Massad, speaking at a panel discussion this week, pointed to U.S. involvement in Project Agorá as evidence that CBDC-adjacent work is continuing despite the administration's stated position. He argued that pulling out of such international programs would be difficult given how interconnected global payment systems have become, and described some form of government-backed digital payment infrastructure as sooner or later inevitable.
What the Policy Gap Means for Dollar Dominance and Global Standards
The disconnect between Washington's CBDC ban and the New York Fed's technical participation directly affects U.S. influence in how global digital payment standards get written. As of May 2026, every G20 country except the United States is exploring a CBDC, with 18 of them in advanced stages, according to Atlantic Council data.
China's digital yuan had processed over 3.4 billion transactions worth roughly 16.7 trillion renminbi by December 2025. Cross-border wholesale CBDC projects have more than doubled since Russia's invasion of Ukraine, with 13 such programs now active globally.
Without formal engagement, other countries – China in particular – are in a position to set the technical standards and interoperability protocols for how digital money moves internationally. U.S. presence inside Project Agorá is one of the few remaining ways Washington stays inside that conversation.
Senate Vote and Fed Leadership Will Decide How Long the Status Quo Holds
The Anti-CBDC Surveillance State Act faces an uncertain Senate path. The Senate Banking Committee is deliberating S. 1124, a companion bill sponsored by Senator Ted Cruz. House Republicans have also embedded anti-CBDC provisions in the Department of Defense appropriations bill as a parallel track.

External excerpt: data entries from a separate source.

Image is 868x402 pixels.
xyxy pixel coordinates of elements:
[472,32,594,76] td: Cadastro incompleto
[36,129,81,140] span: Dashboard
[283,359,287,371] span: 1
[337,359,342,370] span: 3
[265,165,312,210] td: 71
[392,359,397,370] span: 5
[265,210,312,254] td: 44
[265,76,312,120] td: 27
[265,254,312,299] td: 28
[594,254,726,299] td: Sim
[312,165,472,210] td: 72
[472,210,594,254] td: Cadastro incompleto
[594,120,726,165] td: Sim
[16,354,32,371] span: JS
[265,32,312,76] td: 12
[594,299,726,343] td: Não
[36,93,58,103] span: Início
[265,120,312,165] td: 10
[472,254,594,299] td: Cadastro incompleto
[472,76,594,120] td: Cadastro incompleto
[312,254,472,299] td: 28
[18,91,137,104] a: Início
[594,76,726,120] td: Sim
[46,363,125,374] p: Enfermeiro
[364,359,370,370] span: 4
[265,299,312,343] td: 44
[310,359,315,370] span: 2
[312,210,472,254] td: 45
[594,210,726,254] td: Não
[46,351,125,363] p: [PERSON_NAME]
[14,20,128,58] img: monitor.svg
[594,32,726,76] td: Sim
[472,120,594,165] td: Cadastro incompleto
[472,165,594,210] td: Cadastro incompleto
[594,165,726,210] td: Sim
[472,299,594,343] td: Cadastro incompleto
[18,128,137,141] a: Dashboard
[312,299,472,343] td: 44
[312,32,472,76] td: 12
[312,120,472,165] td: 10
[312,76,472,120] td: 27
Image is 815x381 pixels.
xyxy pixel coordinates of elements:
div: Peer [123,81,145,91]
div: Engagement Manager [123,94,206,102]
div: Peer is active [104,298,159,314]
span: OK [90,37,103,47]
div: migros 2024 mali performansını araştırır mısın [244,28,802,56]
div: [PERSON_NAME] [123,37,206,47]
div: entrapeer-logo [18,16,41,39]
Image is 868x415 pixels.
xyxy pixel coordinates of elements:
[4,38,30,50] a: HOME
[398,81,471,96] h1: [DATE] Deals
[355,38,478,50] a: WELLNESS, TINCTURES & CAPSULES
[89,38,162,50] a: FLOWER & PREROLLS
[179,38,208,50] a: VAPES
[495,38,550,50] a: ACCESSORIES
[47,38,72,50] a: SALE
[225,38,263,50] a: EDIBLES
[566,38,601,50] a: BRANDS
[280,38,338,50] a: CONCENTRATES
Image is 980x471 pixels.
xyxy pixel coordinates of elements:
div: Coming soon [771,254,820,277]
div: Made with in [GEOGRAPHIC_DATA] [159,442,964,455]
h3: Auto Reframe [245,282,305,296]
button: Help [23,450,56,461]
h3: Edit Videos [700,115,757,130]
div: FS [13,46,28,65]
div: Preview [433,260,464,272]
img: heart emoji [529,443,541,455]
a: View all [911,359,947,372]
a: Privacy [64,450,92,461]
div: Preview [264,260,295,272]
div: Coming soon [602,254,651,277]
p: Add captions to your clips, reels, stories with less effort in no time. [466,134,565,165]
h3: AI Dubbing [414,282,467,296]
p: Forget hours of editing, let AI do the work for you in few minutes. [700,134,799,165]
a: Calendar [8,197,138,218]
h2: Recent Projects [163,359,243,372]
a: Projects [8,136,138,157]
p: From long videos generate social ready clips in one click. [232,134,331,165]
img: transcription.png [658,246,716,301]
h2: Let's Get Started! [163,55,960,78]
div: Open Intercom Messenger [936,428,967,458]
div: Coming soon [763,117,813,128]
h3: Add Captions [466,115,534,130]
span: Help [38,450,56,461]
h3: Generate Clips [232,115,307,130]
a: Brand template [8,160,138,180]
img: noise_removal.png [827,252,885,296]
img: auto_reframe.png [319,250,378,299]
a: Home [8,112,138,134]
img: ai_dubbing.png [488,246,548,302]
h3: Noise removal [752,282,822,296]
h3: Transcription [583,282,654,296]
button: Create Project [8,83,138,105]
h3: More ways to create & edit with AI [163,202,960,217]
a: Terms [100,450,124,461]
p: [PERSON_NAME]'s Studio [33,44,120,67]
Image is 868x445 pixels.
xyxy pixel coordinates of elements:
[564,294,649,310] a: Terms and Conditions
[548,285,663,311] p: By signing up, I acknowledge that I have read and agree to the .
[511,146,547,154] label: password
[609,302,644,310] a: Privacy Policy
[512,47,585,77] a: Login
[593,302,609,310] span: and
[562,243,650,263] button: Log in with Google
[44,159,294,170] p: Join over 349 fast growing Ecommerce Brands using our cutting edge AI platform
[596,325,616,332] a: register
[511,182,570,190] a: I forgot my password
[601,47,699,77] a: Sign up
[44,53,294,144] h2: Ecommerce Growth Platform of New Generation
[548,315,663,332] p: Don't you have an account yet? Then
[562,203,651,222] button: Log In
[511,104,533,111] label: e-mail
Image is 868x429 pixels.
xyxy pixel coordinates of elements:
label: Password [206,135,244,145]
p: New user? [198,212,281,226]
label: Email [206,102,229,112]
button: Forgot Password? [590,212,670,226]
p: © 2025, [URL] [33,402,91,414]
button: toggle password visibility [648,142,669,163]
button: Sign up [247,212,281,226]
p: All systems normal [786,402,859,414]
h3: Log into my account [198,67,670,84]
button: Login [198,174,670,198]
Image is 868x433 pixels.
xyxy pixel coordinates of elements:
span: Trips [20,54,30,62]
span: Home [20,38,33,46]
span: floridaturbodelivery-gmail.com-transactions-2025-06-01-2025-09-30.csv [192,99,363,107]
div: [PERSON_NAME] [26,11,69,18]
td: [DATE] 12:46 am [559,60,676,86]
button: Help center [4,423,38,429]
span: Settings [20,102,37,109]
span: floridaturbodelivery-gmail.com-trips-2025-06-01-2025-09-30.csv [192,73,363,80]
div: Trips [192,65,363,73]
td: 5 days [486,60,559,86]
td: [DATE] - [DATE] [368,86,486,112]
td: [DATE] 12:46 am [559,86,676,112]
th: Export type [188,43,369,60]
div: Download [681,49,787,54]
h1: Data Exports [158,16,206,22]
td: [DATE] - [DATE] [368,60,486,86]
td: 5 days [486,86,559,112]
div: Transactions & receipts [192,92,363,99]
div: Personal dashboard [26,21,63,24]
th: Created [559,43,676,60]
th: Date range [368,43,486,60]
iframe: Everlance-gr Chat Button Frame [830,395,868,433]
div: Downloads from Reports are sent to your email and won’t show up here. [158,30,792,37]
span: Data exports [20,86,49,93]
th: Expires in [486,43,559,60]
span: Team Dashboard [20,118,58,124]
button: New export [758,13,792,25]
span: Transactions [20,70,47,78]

Jerome Powell's Federal Reserve chairmanship expired in May 2026. Trump had already nominated a Trump-appointed successor whose approach to wholesale CBDC research – and by extension, New York Fed participation in programs like Project Agorá – remains an open question.
The tension Massad described – a public ban running alongside quiet technical engagement – has no obvious resolution date.
The digital dollar debate is far from settled. Web Snack covers the regulatory and monetary policy moves that actually shape crypto markets.
P.S. This article is for informational purposes only and does not constitute investment advice. Always conduct your own research and make independent decisions.